For most e-commerce brands serious about pricing, the breakeven point comes surprisingly early: as soon as you’re monitoring more than 30-50 SKUs, a paid tool costs less than the manual alternative.
The best approach? Start with a free tier to validate that price monitoring delivers value for your business. Then upgrade when you hit the limits — because you will.
Frequently Asked Questions
Can I monitor competitor prices for free?
Yes, but with limitations. Manual methods (spreadsheets, browser extensions like Keepa) work for small-scale monitoring. Freemium tools offer 5-20 SKUs at no cost. For anything beyond that, the time cost of free approaches typically exceeds the price of a paid tool.
What’s the best free price tracking tool for Amazon?
Keepa is the strongest free option for Amazon price tracking. It provides detailed price history, sales rank data, and price drop alerts. CamelCamelCamel is a simpler alternative. Neither offers the business-level features (dashboards, bulk tracking, MAP monitoring) that brands need at scale.
Is it legal to scrape competitor prices?
Generally yes, if you’re accessing publicly available pricing data. However, violating a website’s terms of service, bypassing anti-bot measures, or scraping at rates that impact site performance can create legal risk. See our complete guide to price scraping legality.
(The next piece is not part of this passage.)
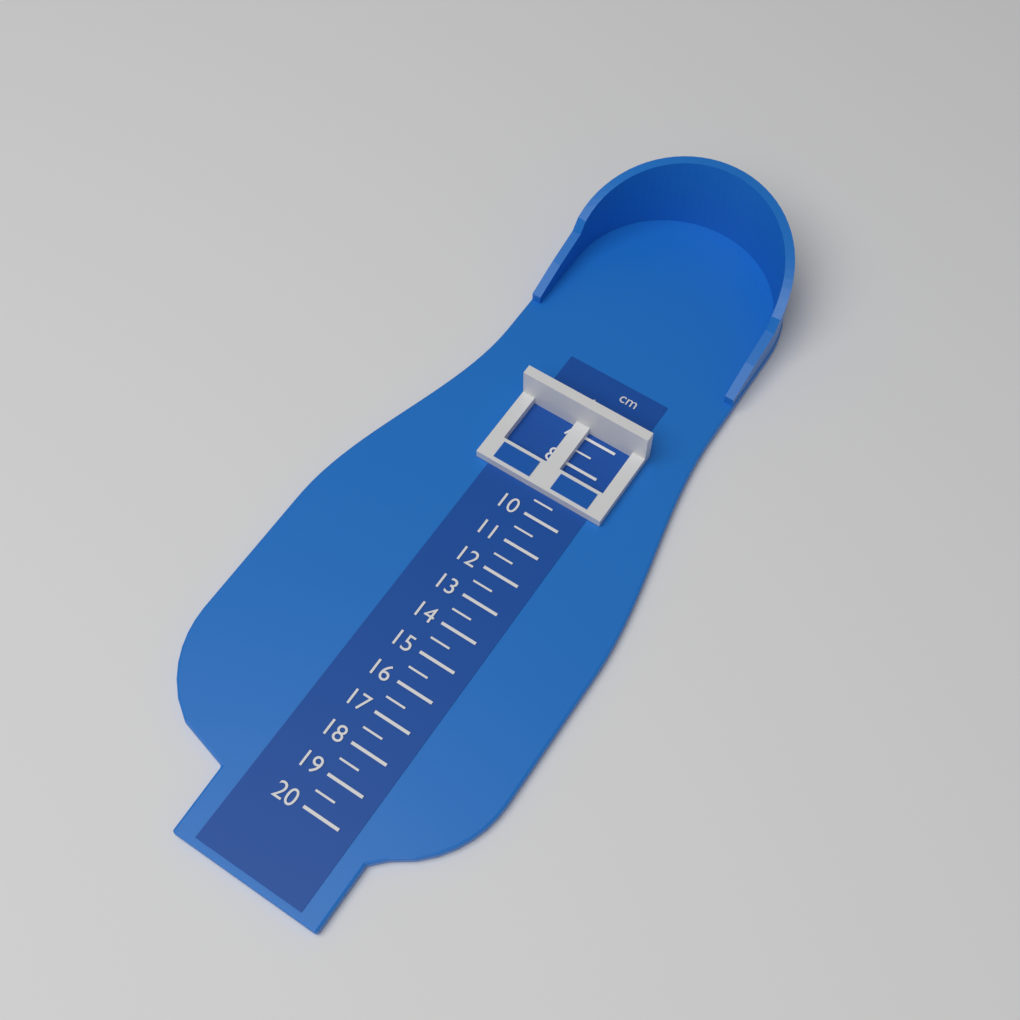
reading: 6.5 cm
How many SKUs can I monitor for free?
Most freemium tools offer 5-20 SKUs on their free tier. Pricelysis offers 50 free SKUs with daily monitoring and basic alerts. Manual methods have no hard limit, but become impractical beyond 30-50 SKUs due to time requirements.
When should I switch from free to paid price monitoring?
Switch when any of these apply: you’re monitoring more than 30-50 SKUs, you need faster than daily checks, you need MAP violation detection, you’re spending more time collecting data than acting on it, or you’re making pricing decisions with incomplete information.